My dawning mind: Polyglots, Marxist mirth and further thoughts on satire.

Jokes can be made out of love or malice, but every joke is a weapon – even a love-tap. Who is satire’s victim? At whom is the weapon aimed?

Photo by: Mike Mozart

I’ve been chatting on Facebook this early morning with Sindre Paulsen, a young man in Norway who inspires me simply by breathing: I love knowing that he’s there, steadfastly chipping his way out of Plato’s Cave. And if you want to meet exclusively brilliant people, filter for folks doing philosophy in a tongue learned in school, not at home.

As part of our conversation, I ended up writing three raucous jokes about Marxism, and I’ll share them with you here, by way of Twitter:

I’ve known for years that satire is evil, but I only this week figured out why:

1. Everything that is decried as being “as addictive as cocaine!!!” is actually an habituated evasion.

2. Satire is the habituated evasion of the biological (and, hence, moral) imperative either to fight or to flee existential peril.

3. Ergo, satire amounts to dancing with the devil: Quarrying your own eventual homicidal extermination for your immediate, temporary amusement.

Jokes can be made out of love or malice, but every joke is a weapon – even a love-tap. Who is satire’s victim? At whom is the weapon aimed?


▶ [Work order]: Your copy should begin at the line containing "Guide me to" and end at the last line of the records below, matching each line exactly and leaving out pictures.

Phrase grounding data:
========================================================================
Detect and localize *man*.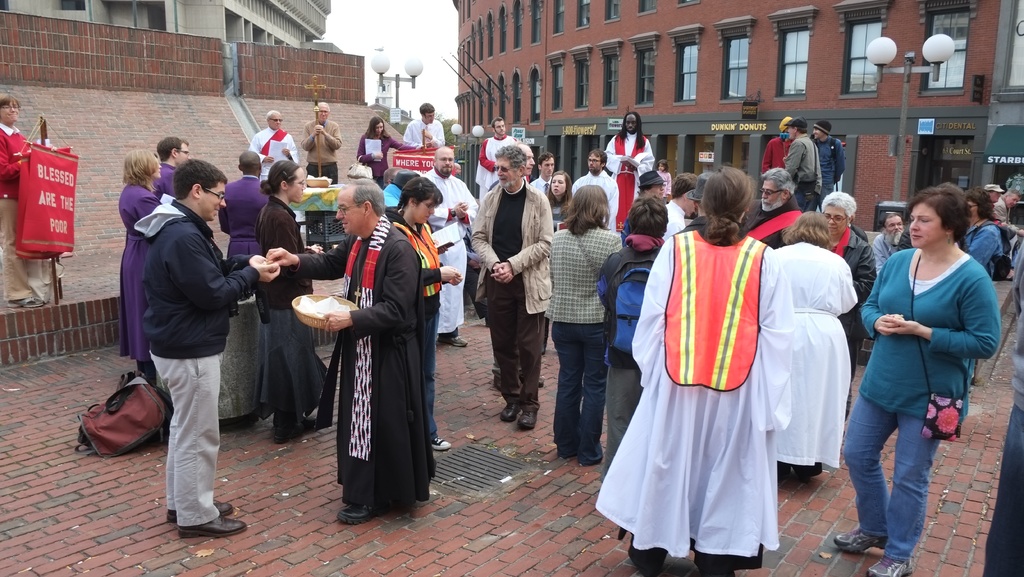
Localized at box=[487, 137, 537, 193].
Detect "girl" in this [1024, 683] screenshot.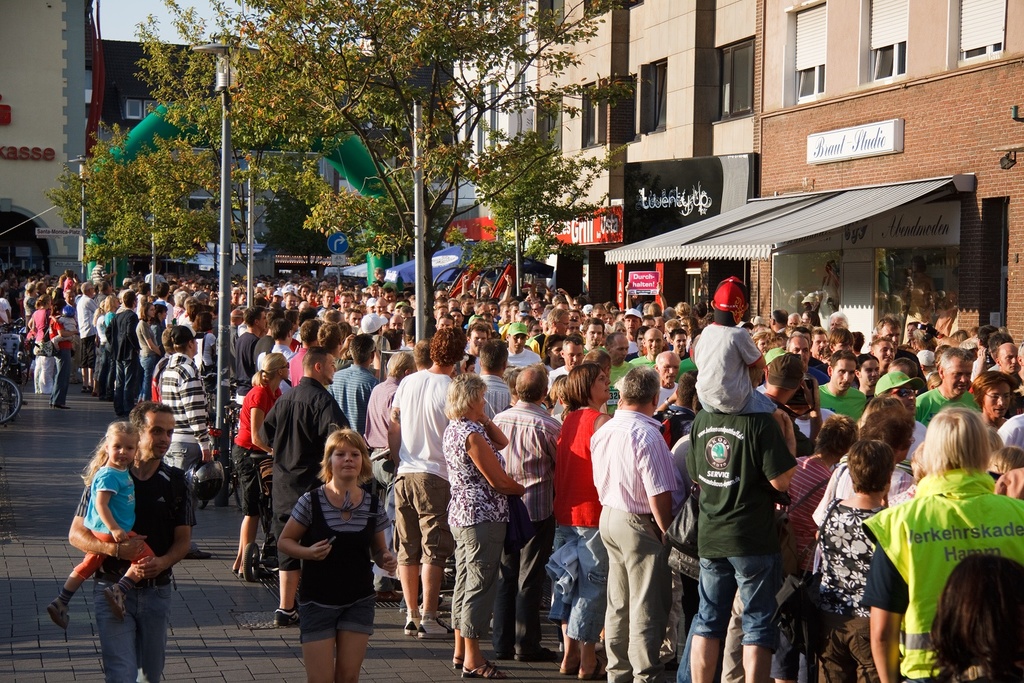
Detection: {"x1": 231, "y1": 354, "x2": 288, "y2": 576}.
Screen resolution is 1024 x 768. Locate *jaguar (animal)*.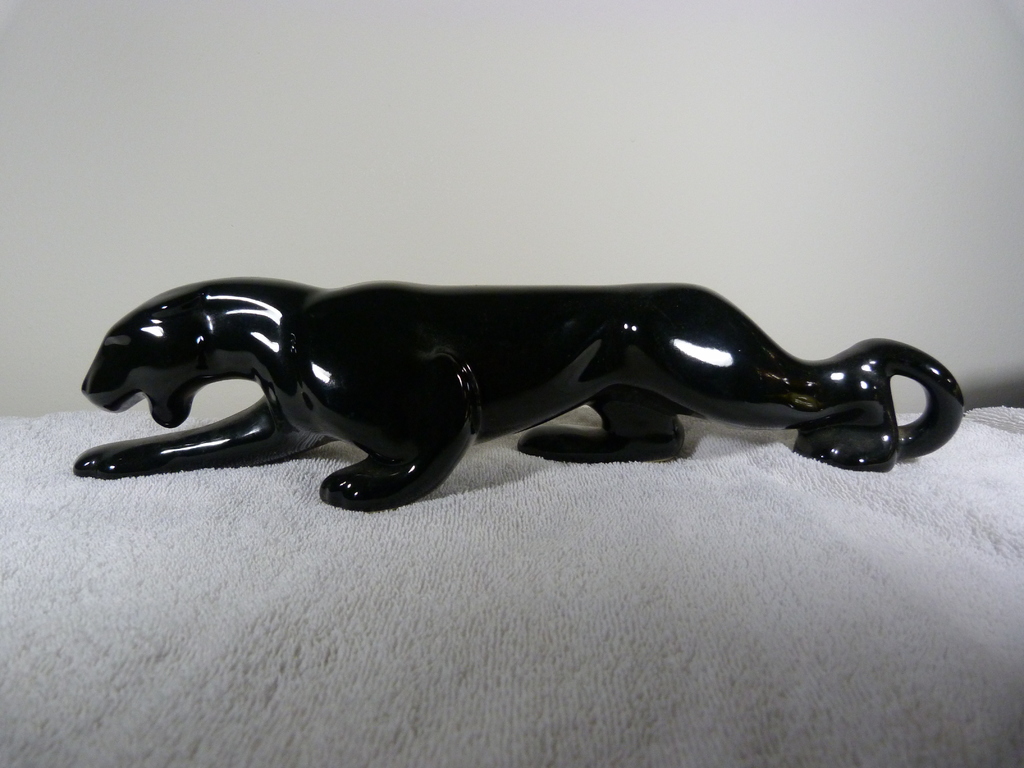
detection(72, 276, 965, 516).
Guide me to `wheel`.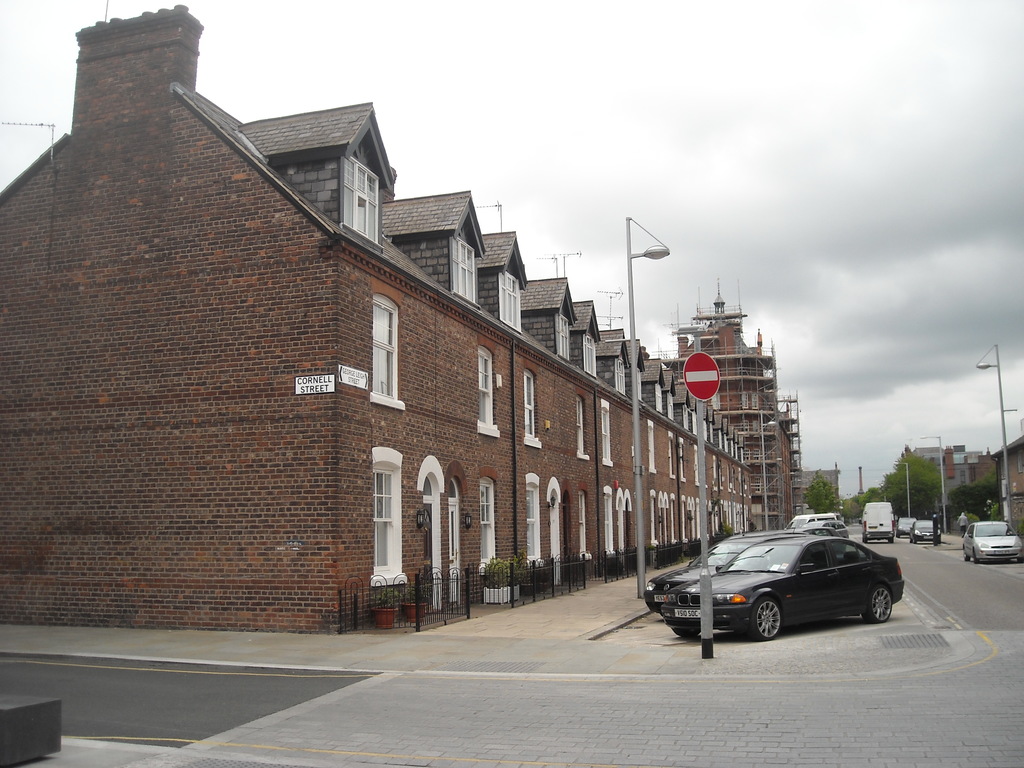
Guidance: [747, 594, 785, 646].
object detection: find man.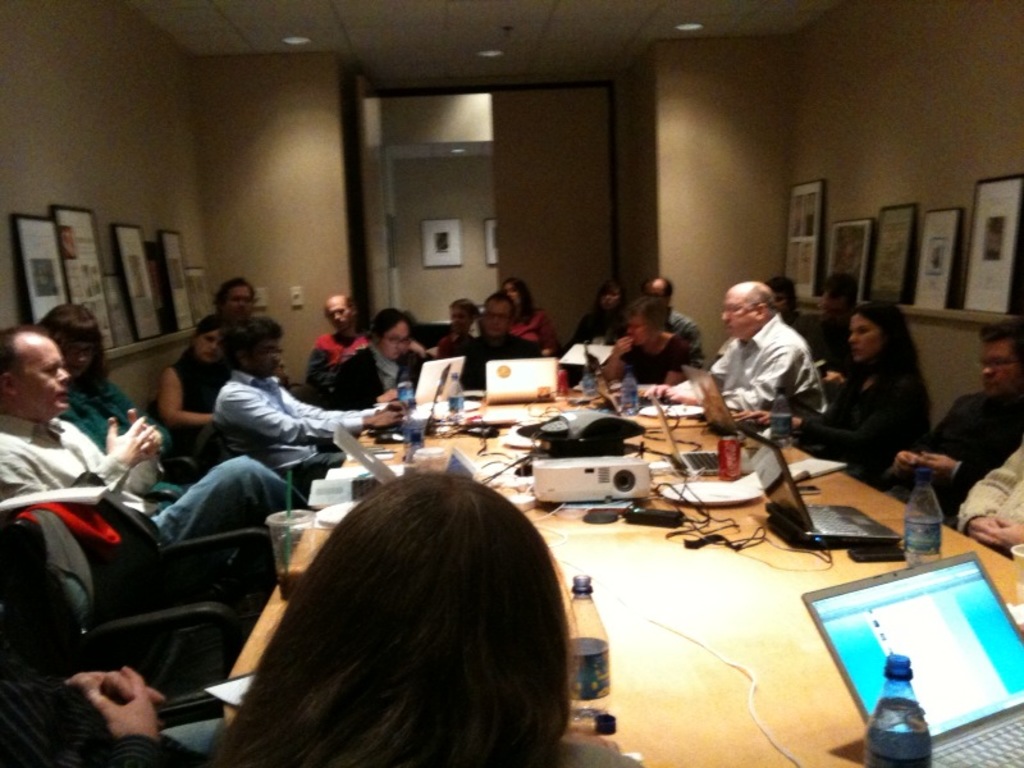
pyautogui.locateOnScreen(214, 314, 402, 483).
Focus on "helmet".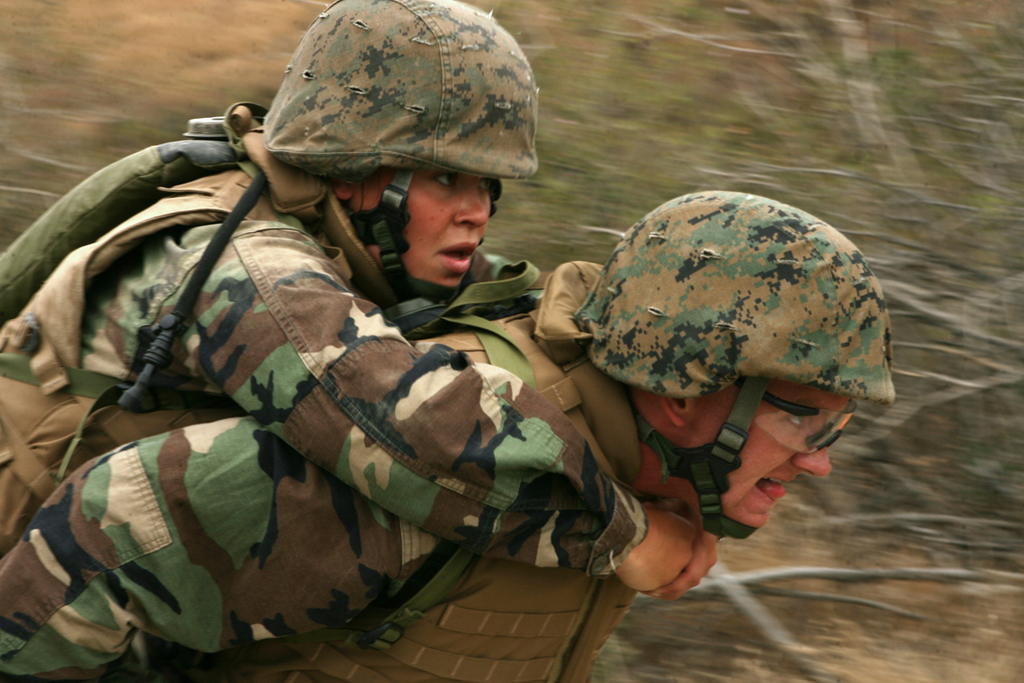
========================================================================
▶ [Answer space]:
Guide me to `wheel`.
Guidance: [747, 594, 785, 646].
object detection: find man.
pyautogui.locateOnScreen(214, 314, 402, 483).
Focus on "helmet".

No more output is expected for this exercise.